Cookie sounds like a very observational record. Where Bitter was very internalized, Cookie sounded like you had a lot of things that you had to get off your chest.

 

Yeah, they’re just stories. They’re just talkin’ stories, man. I sit in my basement and I just start writing and then all of a sudden I start to see a picture and I hear the picture. It becomes like a movie in my head and I can see it and I know what I wanna write about, what I’m feeling and experiencing. I kind of knew every song. I had the sequence of this record before it was done and it only went through maybe two changes. It’s a whole picture in my head. I just love concept records. Like those Pink Floyd records, The Wall and the early Funkadelic stuff. And the Prince records were little experiences, a part of his life like chapters in his memoirs.
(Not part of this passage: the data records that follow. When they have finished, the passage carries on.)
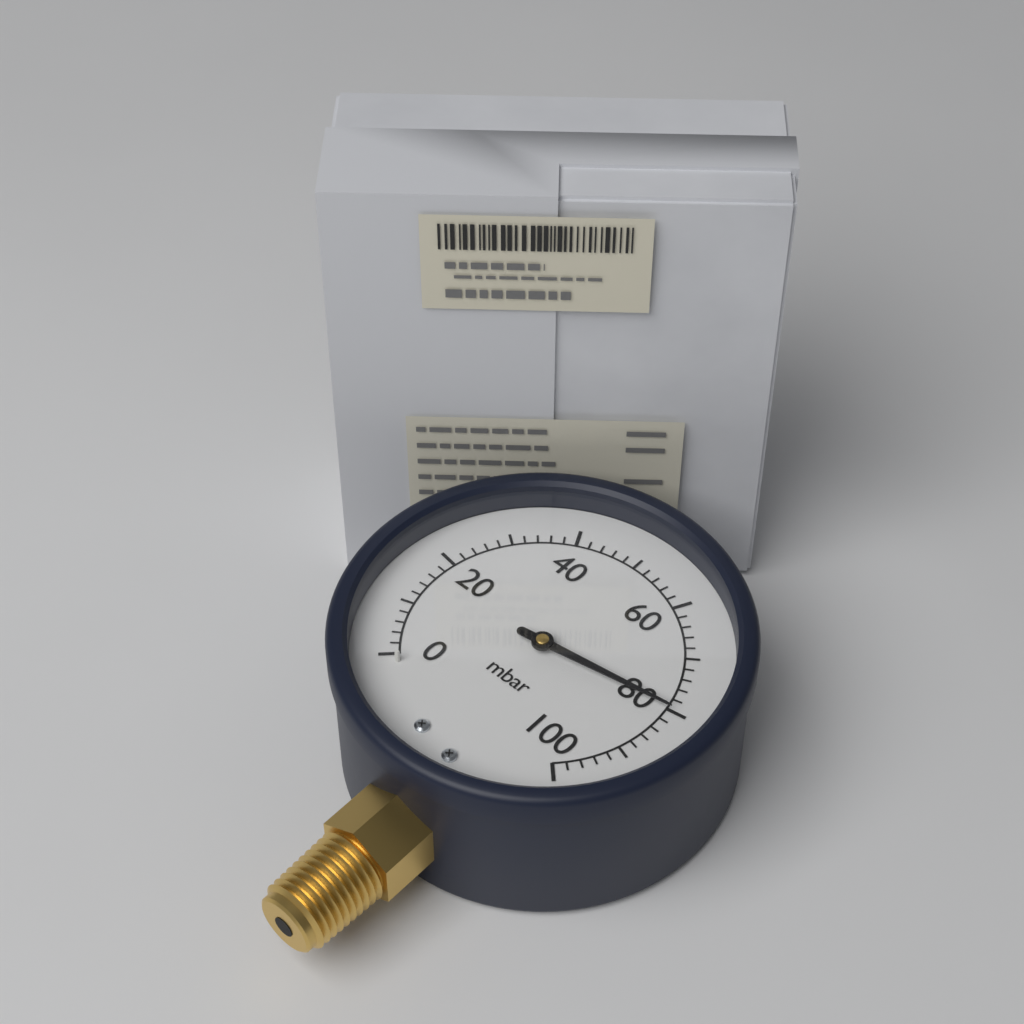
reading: 80 mbar
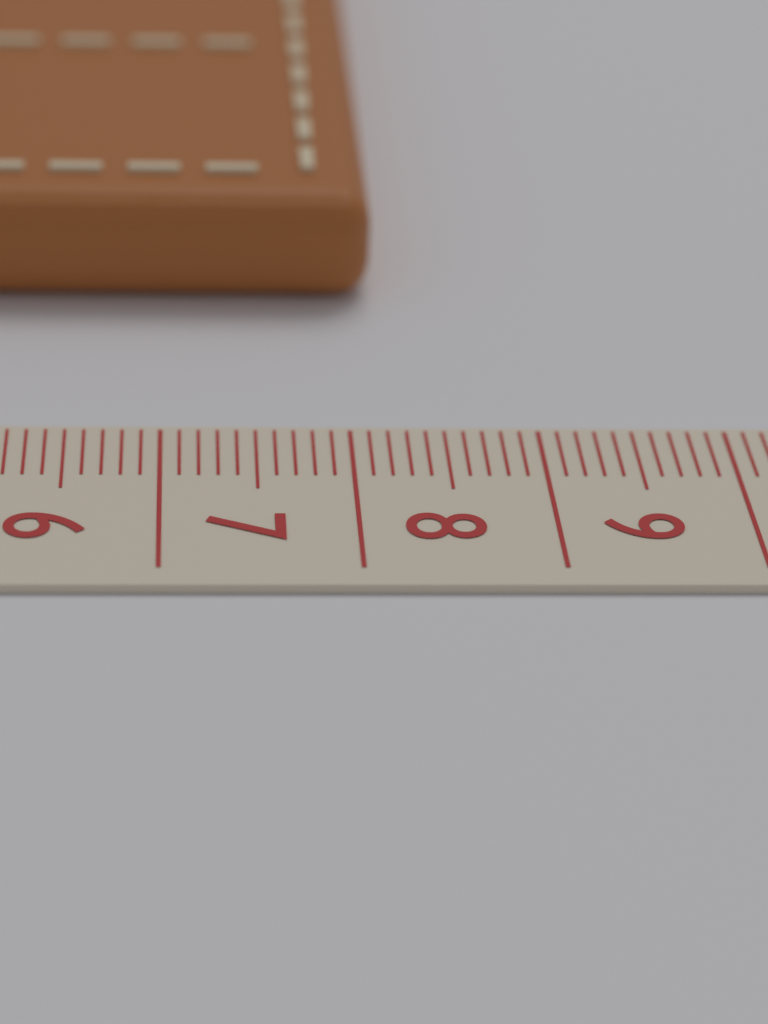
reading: 8.2 cm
That’s just where I come from.

 

You worked with a bunch of different people who come from the same kind of energy. Talib Kweli, Caron Wheeler, Lalah Hathaway-

 

Yeah, well, the record company wanted me to get like Jill Scott, Musiq Soulchild, Maxwell, D’Angelo, all the popular people who had selling quotas and marketability. I asked all of ’em and for various reasons and things, it never happened. Spiritually, this worked for the better. I got to work with people who I love and admire and who I think are some of the best fuckin’ singers out there. I don¹t mean to be arrogant, but Lalah Hathaway can sing! Like, for real! And that’s great and I love having that. She may not be selling a million records but there’s no doubt whoever’s gonna hear this record gonna tell me that she can’t sing her ass off.

 

As opposed to be forced to use some quote/unquote “name” artist who may not be anywhere near as talented, but helps the “marketability” of the record.

 

I have names, but I have, like, the original emcees! I got Angela Davis, Countee Cullen, Gil Scott-Heron, you know? I got Michael Hampton from Funkadelic. They’re not “marketable” or people may not know about ’em, but that’s what I’m trying to tell people. Don¹t worry about what his name his. Did you dig what he was playing? You don¹t have to know who he is, did you dig what he was singin’? You don¹t have to know what they look like, it’s funky, ain’t it? (Laughs) That’s what I’m going for.

 

The other thing is, if you know anything at all about Black music and the history, you know these people.

 

Yeah, I’m trying give up that, too. No one’s gonna get it from a historical point of view. ‘Cause record companies, if you say historicalŠlet me get a quote. I coulda got Stevie Wonder on my record, right? Stevie Wonder. Stevie goddamn fuckin’ Wonder. And he was just like, “I’ll play whatever. Just pay me what you can, it’s all good.” He was gonna play on “Earth,” which is totally inspired by him. When he did, “You Are The Sunshine Of My Life” and all those different people were singing on it? That’s my ode to him and he’s gonna do it. My record company said, “We don’t pay for geniuses or legends.”

 

(Long, interminable pause)

 

“We don’t pay for geniuses or legends.”

 

“We don’t pay for geniuses or legends.” And that’s where we are. It’s not marketable. But I’m, like, “He can play his ass off!” (Laughs).

 

That’s something I wanted to touch on, this overwhelming disrespect for Black genius.

 

Uh, yeah! Definitely. It’s sad, isn’t it? But it’s also lessons for me. Like I said in the beginning, I love myself. I’m trying to make good music. I don¹t wanna be canonized. But I feel good when I know I respect my elders. I know where I came from and I wanna sleep well at night, you know what I’m saying? I wanna be all right. Because pretty soon, I’ll be, like, 67 years old and all that matters is the people I have in my life who love me and just who I am as a person. And on September 11th, I realized that I just wanna be a good person. And all this stuff is so fleeting. It’s just a fleeting thing, just money and all the pressures in the world and Grammys. It’s crazy. I’m just tryin’ to make music. I’m ready to blow the whole world up in a spiritual sense, a mental sense. Like free your mind and your ass will follow. I’m an untied dog in a dogmatic society. I’m about to let it all just be free.